Mr McKeon highlighted NHS chief executive David Nicholson’s £15bn-£20bn estimate of the savings needed over the three years from 2011/12. He told conference that there was a tendency for all the talk to be about demand management, keeping people out of hospitals or finding efficiencies in acute care, but that this was taking too narrow a view. ‘There is a lot more to the NHS than the acute sector,’ he said.

He said that the acute sector accounted for just £37bn of the total health service expenditure of more than £100bn and that the whole £15bn-£20bn cannot be found from just the acute and specialist sector. ‘We need a realistic view about how savings can be made,’ he added.

He said that the impact on hospitals of moving services to the community – and in particular how they cope with unavoidable fixed costs – would also need to be factored in. ‘If we are serious about the transfer of services into the community, there is a real issue about the financial framework that will enable trusts to do that and remain financially viable,’ he said.

Mr McKeon stressed that the £15bn-£20bn did not represent a cash cut in NHS budgets. The service has a year of growth in 2010/11 and has been promised ‘flat real’ – growth in line with inflation – for frontline services in the two succeeding years.

However, he said that while there would be no cash cuts, real cash savings would be needed to enable the service to cope with rising demand and afford new technologies and pay pressures.

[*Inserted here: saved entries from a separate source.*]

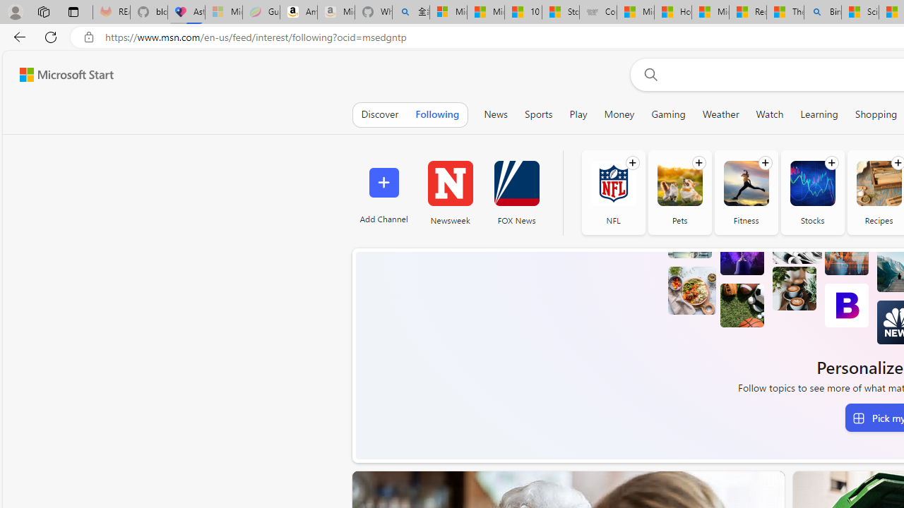  I want to click on Hide this story, so click(741, 489).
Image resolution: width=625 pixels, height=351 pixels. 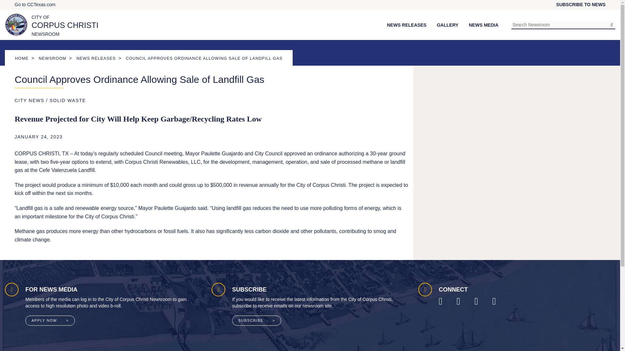 What do you see at coordinates (68, 101) in the screenshot?
I see `NEWS RELEASES` at bounding box center [68, 101].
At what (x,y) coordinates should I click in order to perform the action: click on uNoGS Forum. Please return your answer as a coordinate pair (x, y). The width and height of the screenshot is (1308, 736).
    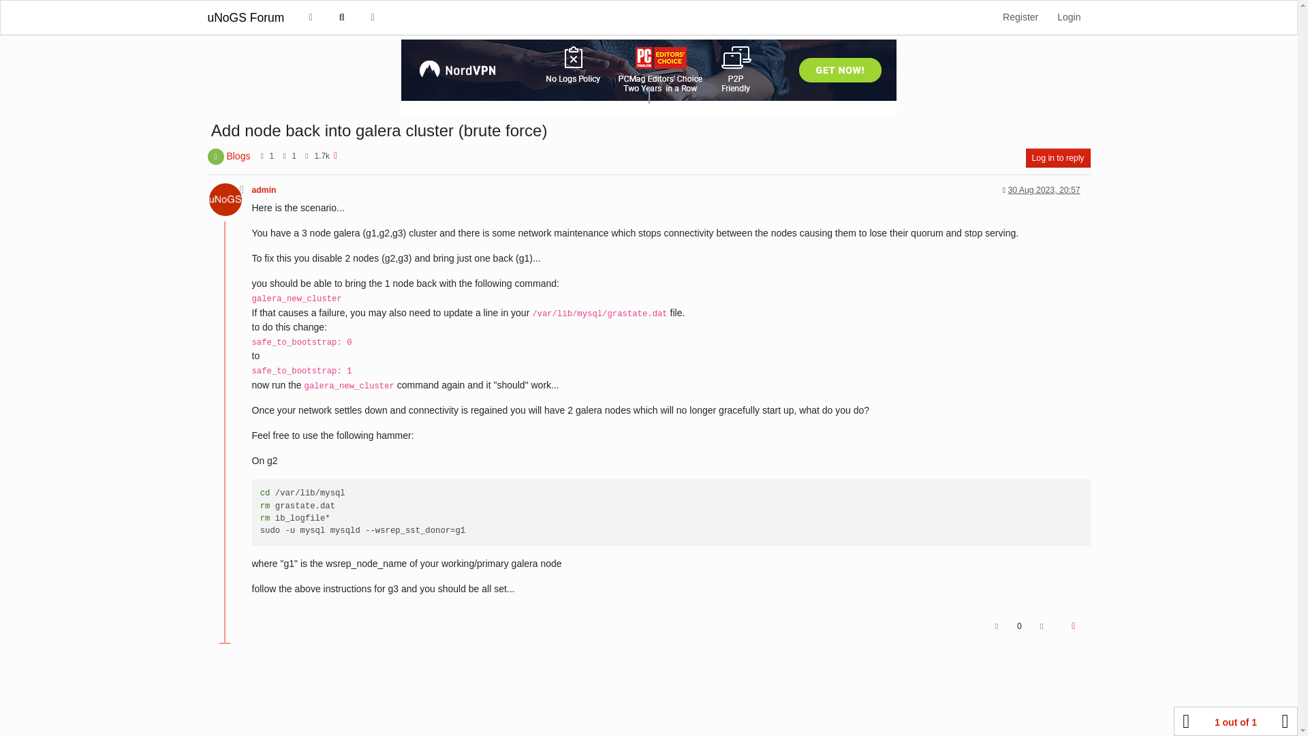
    Looking at the image, I should click on (245, 18).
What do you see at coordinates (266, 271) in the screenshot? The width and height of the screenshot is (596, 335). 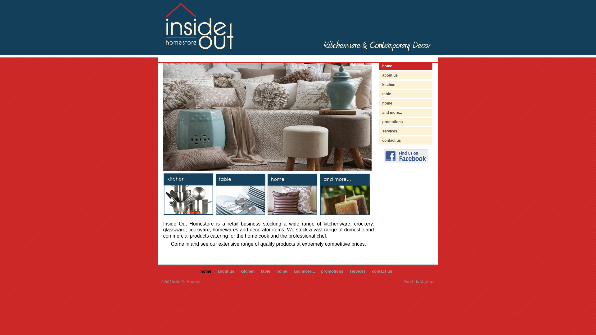 I see `table` at bounding box center [266, 271].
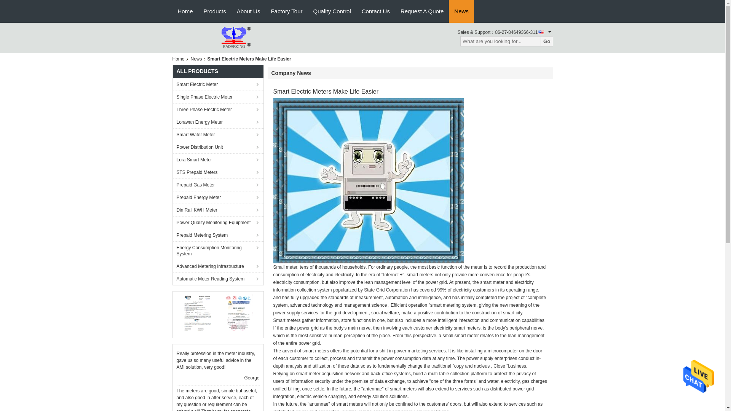  I want to click on Quality Control, so click(332, 11).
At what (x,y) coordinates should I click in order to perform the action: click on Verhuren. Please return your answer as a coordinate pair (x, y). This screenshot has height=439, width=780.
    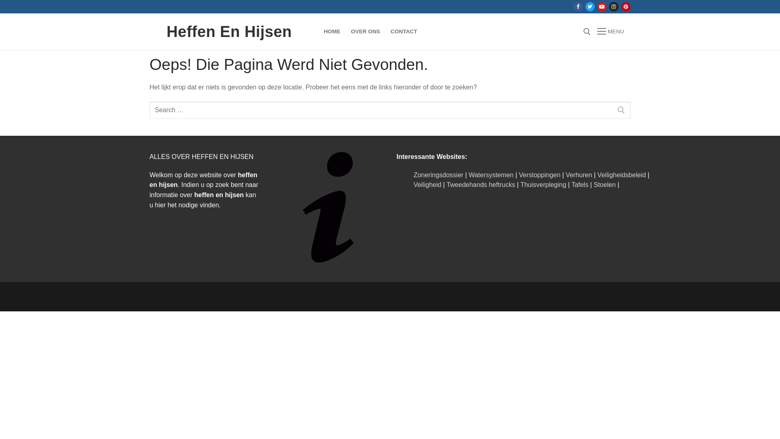
    Looking at the image, I should click on (579, 175).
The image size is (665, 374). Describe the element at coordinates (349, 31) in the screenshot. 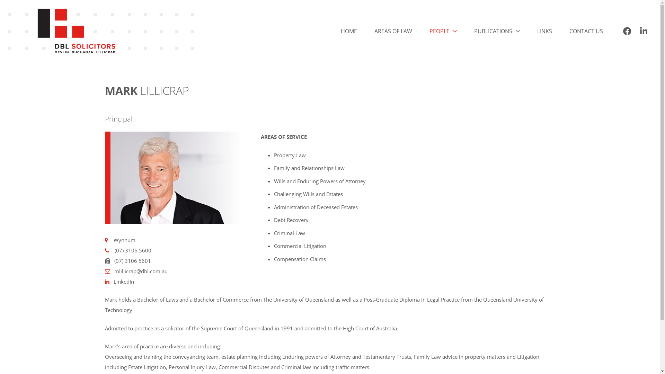

I see `HOME` at that location.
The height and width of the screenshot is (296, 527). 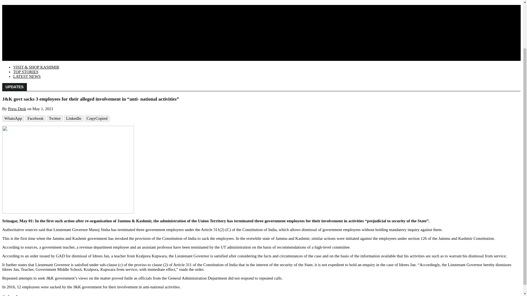 What do you see at coordinates (26, 49) in the screenshot?
I see `MULTIMEDIA` at bounding box center [26, 49].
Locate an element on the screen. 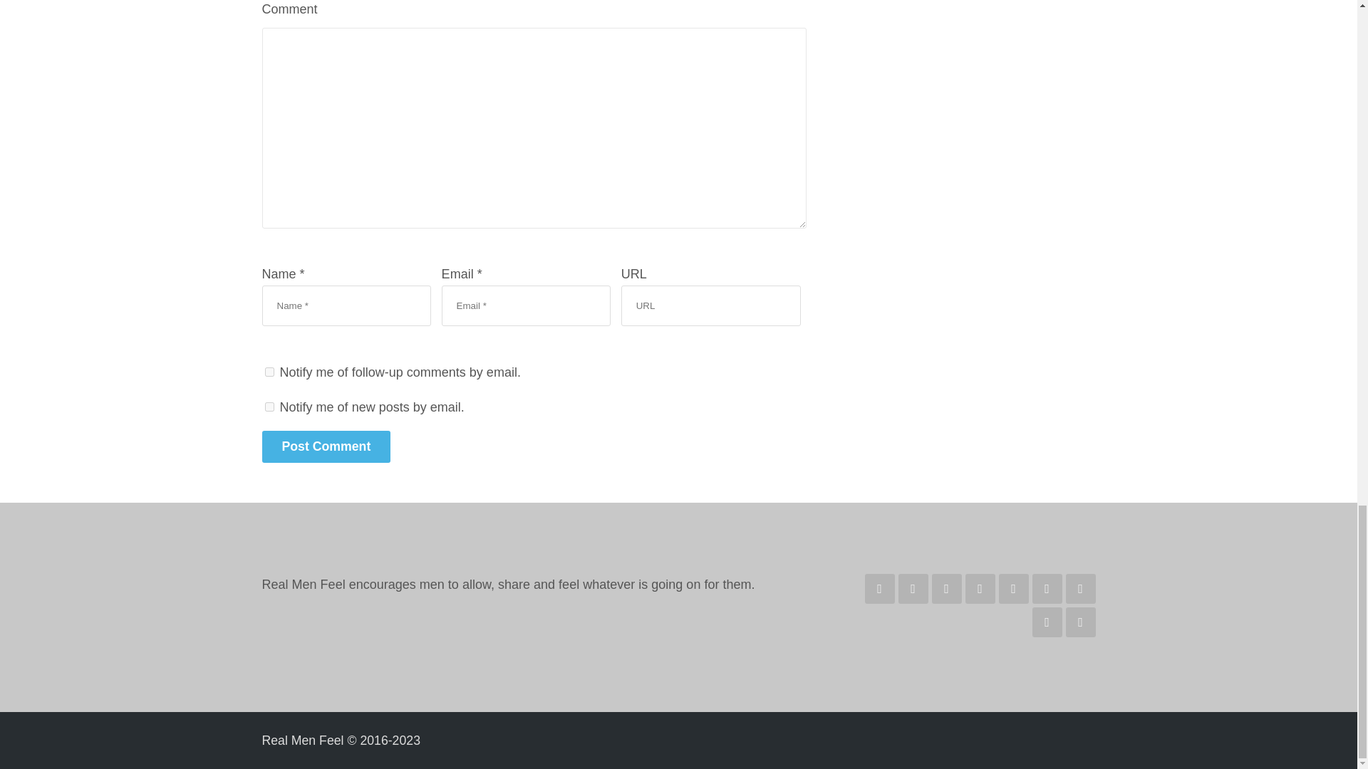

Mr McKeon warned that structural change or reconfiguration would offer no easy solutions to the service’s financial challenges. He said it tended to take more than three years for reconfigurations to yield savings and the service needed to find economies much sooner.

He said there would be pressures on back office costs, but suggested that with total costs of these services amounting to around £6bn, they could only make a contribution to the savings needed.